Current car boots are designed not to allow that theses days.
I do know of one case where the booted car purportedly was moved via by owners father's towing service to another location and the boot removed. The city attempted to charge them for the cost of the boot and other things but there was no evidence who had removed the boot. The car was sold out of state and no charges ever paid.
I was thinking it was Colonel Klink, you know, Werner Clamper.
Not too sure about Jolly Olde England -
But Estate = welfare housing? Yes?
Been in England lately?
We never are ....
LOL
I guess that depends on whether the Brit law covers if an individual feels intimidated enough to believe they are not going to be allowed to leave. (Not sure the "clampers" felt intimidated, but I doubt they would have unclamped the cars if they didn't.)

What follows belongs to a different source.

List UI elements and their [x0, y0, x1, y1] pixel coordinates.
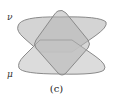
nu-label: ν [7, 13, 12, 22]
mu-label: μ [7, 70, 13, 79]
figure-caption: (c) [0, 84, 113, 94]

It does appear at the very least they were guilty of parking violations. ;)
As an imprsionable young man I watched a cop attempt to cite someone for an traffic inccident that occured on private property. I saw the lawyer, who was the injured party and not getting the ticket warn him off and it stuck. Not sure how that would work today.
beat me to it
Probably not, but perhaps the owner of the lot can impound their cars for disobeying the parking rules and preventing the 'clampers' from driving away from the premises. I'm not familiar with how things work in Britain, so who knows.